If you want the wider view, the veterinary clinics page goes deeper on how this fits a vet practice, the invoice chasing task covers the debtor-recovery side, and the VA cost guide has the full pricing picture. Otherwise, book a discovery call with Jenn and bring your last Aged Debtors and overdue-recall numbers, they tend to make the maths obvious.
Industries that run on RxWorks
The tasks this usually covers
RxWorks VA questions
Will the VA actually know RxWorks, or am I training someone from scratch?
RxWorks is a long-running platform in Australian and New Zealand veterinary, so candidates with real RxWorks hours exist and where we can match you with one, we do. It's a deep desktop system though, so we stay honest: if the strongest match learned a similar vet PMS like ezyVet or Provet Cloud instead, we tell you on the discovery call rather than pretend. Either way the ramp is the same. 5-7 days supervised inside your RxWorks before any solo work, starting with the Diary and recalls, with accounts and stock admin layered on once the basics are clean. You sign off before they go solo.
Can a virtual assistant see our clinical histories and prescribing?
No, and it's a permission, not just a promise. RxWorks sets access by security level, so a VA goes onto a reception or admin level that opens the Diary, client and patient records, invoicing, payments, recalls and stock, while clinical history entry, prescribing and the controlled-drug register sit outside that level. The clinical record stays the vet team's, the access we hand the VA has no door into it, and confidentiality is signed on day one.
Can the VA handle prescriptions, refills and the dispensary?
Only the admin around them, never the clinical decision. A VA can take a refill request at the front desk, log it against the patient and route it to the vet or nurse who decides whether to authorise it, and on the stock side draft a wholesaler order and receipt a delivery in. Approving a prescription, dispensing a scheduled drug or touching the controlled-drug register stays with licensed staff and outside the VA's access level. We put that line in writing before day one.

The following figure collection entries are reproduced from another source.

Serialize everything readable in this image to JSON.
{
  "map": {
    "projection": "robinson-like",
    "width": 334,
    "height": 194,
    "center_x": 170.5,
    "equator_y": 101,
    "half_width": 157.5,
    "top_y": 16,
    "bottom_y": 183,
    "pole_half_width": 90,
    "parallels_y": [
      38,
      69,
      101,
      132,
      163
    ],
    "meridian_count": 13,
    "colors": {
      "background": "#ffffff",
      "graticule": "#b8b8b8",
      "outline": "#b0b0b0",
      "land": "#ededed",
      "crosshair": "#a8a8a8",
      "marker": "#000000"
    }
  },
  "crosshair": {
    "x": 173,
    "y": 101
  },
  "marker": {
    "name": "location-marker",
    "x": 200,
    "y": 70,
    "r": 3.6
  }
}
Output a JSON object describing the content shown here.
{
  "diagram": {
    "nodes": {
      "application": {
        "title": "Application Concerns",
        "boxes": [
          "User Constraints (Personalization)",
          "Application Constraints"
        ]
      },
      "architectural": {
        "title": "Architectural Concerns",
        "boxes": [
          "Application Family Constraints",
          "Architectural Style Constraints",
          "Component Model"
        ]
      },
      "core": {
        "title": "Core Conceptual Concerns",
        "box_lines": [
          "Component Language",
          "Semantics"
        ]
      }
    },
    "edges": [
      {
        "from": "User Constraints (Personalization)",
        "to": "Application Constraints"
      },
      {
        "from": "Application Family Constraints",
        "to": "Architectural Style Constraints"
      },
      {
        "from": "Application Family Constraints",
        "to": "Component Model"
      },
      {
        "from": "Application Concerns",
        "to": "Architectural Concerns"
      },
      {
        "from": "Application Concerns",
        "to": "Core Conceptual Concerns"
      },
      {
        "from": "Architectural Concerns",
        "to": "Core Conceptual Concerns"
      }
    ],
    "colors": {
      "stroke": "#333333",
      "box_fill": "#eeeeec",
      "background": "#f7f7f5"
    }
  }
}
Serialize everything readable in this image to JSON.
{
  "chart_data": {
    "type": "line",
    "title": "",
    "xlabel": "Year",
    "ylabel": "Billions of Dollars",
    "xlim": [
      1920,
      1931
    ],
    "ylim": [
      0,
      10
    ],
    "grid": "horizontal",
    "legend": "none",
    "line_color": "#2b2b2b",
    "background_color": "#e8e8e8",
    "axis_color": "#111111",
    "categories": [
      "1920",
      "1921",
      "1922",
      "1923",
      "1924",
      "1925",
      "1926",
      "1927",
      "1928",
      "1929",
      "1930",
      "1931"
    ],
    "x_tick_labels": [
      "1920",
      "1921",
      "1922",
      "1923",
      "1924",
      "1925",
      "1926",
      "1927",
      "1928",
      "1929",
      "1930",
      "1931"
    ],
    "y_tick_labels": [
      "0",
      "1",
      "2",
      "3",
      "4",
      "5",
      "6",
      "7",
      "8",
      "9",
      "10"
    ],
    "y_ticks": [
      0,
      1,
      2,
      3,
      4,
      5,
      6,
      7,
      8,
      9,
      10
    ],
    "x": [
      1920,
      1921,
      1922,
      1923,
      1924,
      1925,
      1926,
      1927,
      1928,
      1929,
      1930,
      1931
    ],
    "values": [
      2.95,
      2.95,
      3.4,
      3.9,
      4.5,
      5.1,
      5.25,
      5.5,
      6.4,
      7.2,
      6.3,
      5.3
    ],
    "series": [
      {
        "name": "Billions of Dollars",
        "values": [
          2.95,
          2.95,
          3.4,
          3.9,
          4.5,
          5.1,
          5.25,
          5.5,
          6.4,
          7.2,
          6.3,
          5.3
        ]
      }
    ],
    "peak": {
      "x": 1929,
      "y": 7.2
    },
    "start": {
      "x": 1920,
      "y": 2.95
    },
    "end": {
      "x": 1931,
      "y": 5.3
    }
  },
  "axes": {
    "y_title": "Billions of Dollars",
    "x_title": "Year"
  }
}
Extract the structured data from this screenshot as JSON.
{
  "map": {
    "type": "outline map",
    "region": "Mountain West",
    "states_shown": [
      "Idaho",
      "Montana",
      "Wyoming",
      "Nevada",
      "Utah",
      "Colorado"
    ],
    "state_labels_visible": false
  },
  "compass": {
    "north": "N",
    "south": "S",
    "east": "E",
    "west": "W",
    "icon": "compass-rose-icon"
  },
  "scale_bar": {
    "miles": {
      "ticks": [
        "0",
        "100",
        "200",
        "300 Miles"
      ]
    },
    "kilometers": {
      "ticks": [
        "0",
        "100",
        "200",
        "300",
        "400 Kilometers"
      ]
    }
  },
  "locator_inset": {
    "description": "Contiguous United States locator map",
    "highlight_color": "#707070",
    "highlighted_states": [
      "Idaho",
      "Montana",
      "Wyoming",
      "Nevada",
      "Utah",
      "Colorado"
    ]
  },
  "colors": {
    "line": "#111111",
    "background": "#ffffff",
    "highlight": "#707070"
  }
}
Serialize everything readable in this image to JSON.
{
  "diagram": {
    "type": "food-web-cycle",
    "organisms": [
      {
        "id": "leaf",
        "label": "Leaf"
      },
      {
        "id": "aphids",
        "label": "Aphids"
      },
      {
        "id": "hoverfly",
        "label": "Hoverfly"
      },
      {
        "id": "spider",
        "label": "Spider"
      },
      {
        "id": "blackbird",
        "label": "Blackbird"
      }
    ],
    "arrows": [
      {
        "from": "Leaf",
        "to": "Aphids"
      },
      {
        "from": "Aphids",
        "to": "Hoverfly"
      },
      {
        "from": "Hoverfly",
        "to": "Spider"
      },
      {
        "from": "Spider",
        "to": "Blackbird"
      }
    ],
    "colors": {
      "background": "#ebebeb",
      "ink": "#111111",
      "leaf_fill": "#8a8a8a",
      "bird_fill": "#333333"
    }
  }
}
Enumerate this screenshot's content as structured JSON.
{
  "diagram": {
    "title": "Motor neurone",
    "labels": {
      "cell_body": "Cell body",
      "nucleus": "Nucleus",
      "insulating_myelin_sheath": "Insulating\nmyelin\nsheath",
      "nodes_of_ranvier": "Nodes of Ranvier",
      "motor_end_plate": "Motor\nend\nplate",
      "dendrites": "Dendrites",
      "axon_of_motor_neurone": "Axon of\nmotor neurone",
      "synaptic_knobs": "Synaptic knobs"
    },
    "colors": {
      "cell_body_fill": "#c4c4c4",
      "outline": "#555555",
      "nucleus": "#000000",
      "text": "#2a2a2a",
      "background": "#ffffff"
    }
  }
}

RxWorks runs on a server at our clinic. How does a remote VA get in?
Most RxWorks sites are server or terminal-server based rather than browser-only, so a remote VA usually works through the same secure remote-access setup your own staff use from home, a hosted RxWorks environment, or a remote-desktop session your IT provider sets up. We don't touch your network configuration, your IT does, and we work to whatever access method and security policy you already run. No clinic credentials ever leave 1Password.
We're a two-vet clinic. Is a RxWorks VA overkill for us?
Usually the opposite. A small clinic is exactly where the Recall list and the Aged Debtors report quietly leak money, because nobody has a spare hour to work them. A VA at 10-15 hours a week running recalls, confirmations, invoice follow-up and stock reorders tends to pay for itself on rebooked vaccinations and recovered debt alone, well before you count the phones they take off your nurses.
A placement like this in practice
Composite case studies built from real DotVA placements. Identifying details anonymised; numbers are real outcomes.
Book a free discovery call
30 minutes with Jenn, the founder. Tell her you run RxWorks and what's eating your week; she'll tell you honestly what a VA can own inside it, what it costs, and whether it makes sense.
87+ Australian placements since 2024, a 30-day replacement guarantee and no lock-in beyond 14 days notice. Audit the 5-stage vetting process and how VA access is secured before you book.
Thanks, now pick your time
We've got your details. Lock in your call right now using the calendar link below, or if you'd rather wait, Jenn will email you within one business day. Either way, within 48 hours of the call you will have a written recap with the tasks we would delegate first, an indicative cost and a timeline.